Although Kliff didn't mention it in her piece, she noted in a Twitter follow-up that the rates Dang was charged were explicitly determined by the city via an ordinance designed to "determine and fix the proper reasonable amounts to be charged" to people receiving a variety of medical services, from coronary care ($18,424 last year, $19,714 for the 2018-19 fiscal year), to baby observation ($6,408 last year, $6,857 at present), to "reproduction of documents" ($2 last year, and $2 this year).
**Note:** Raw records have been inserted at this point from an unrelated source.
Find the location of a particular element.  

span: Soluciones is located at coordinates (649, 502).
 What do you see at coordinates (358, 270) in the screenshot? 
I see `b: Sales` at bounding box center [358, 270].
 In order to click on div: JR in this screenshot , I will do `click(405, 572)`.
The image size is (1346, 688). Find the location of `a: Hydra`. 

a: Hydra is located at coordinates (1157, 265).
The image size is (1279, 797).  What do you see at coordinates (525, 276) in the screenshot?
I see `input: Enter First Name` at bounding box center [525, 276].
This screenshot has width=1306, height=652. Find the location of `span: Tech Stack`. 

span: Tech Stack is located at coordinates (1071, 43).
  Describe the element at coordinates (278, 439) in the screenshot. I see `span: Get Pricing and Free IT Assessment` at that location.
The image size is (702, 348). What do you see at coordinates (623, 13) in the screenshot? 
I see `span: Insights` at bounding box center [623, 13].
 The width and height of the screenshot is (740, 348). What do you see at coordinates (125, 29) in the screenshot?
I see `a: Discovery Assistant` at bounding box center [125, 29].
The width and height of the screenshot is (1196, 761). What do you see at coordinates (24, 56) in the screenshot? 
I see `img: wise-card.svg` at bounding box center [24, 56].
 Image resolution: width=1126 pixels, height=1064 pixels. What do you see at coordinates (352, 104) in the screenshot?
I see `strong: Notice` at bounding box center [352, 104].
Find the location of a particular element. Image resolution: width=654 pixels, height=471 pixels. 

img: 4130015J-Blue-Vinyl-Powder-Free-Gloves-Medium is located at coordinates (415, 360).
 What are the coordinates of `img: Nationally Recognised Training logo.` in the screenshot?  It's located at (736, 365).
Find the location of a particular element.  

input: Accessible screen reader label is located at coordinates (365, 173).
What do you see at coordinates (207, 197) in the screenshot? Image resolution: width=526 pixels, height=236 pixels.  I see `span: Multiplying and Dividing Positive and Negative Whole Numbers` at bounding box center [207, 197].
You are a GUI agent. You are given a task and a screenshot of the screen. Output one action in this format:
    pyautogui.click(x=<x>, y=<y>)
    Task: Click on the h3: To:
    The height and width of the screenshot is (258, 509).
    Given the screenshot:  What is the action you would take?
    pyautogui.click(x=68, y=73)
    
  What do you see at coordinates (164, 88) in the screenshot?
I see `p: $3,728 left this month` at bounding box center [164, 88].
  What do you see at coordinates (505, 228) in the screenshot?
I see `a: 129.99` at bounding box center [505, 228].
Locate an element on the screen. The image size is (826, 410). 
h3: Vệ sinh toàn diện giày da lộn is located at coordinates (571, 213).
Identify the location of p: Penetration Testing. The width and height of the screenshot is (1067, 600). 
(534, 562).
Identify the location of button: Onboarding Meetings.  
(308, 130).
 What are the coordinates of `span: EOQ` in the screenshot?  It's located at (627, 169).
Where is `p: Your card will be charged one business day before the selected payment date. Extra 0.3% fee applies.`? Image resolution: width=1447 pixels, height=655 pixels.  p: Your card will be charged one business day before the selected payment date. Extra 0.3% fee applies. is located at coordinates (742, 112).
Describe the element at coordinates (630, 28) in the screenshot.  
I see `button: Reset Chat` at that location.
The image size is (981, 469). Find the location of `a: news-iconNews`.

The San Francisco ordinance is not nearly as thorough a list of medical incidents as, say, the ICD-10 codes put forth by the Centers for Medicare and Medicaid Services—which differentiates between medical problems such as being "sucked into a jet engine" or being involved in an "accident while knitting or crocheting"—but it is fairly comprehensive in laying out different types of potential treatments and the "proper reasonable amounts" that hospitals must charge for them.

The city, in other words, deserves considerable blame for Dang's medical bill. As Kliff wrote on Twitter, "If you're a San Fancisco resident frustrated with how Zuckerberg General is billing, a lot of your frustration should really rest with the city board of supervisors."

I think that's right. But the deeper problem isn't that the rates are too high. It's that the government is setting the prices to begin with. Attempts to mandate prices for medical care almost always lead to headaches and unintended consequences.

Through the 1970s and early 1980s, for example, many states maintained some sort of rate-setting system for hospitals, essentially demanding uniform pricing overseen by the state. The pricing formulas, however, ended up being confusing and inscrutable, even to the state officials in charge of them; large hospitals manipulated the systems for their own gain, and small hospitals responded by demanding that they be paid higher rates. Medicare has struggled for decades to determine proper reimbursement rates, and found that providers often manipulate the system in order to maximize payments, leading to new payment systems and new distortions.

The problem with government-set prices is that they are not really prices; they are based on bureaucratic whims, not the subtle back and forth between supply and demand, which can exist in a world without explicit negotiations, and yes, even in the case of emergency services, where arrangements can be made in advance and pricing models can be developed to account for the possibility of a medical emergency which makes bargaining or shopping around impossible. But a system in which bureaucrats determine prices makes it difficult (if not impossible) for those models to succeed.

The prevalence of employer-sponsored private insurance contributes to this difficulty, but that too is an artifact of a longstanding federal tax policy that privileges employer benefits, artificially lowering the price of health coverage.

The lack of real market pricing isn't the only problem with American health care, but it's a big one, and it affects nearly every aspect of the system, distorting incentives for providers, administrators, and payers, often at the expense of the sick. It also creates incentives for poor medical care and practice, because health care providers—or at least the administrators who organize the systems in which they work—end up serving third-party payers rather than the individual humans whose treatment should be paramount. In Dang's case, the hospital's justification is that it has to make up for the cost of serving the poor and needy through other patients (like her), which is essentially a way of saying that safety net programs pay so little that hospitals have to come up with ways to extract maximum revenue from everyone else.

Dang may well have been taken by a scammy hospital practice. But she was also served rather poorly by government-set prices that ensured her bill would be as unaffordably high as it is.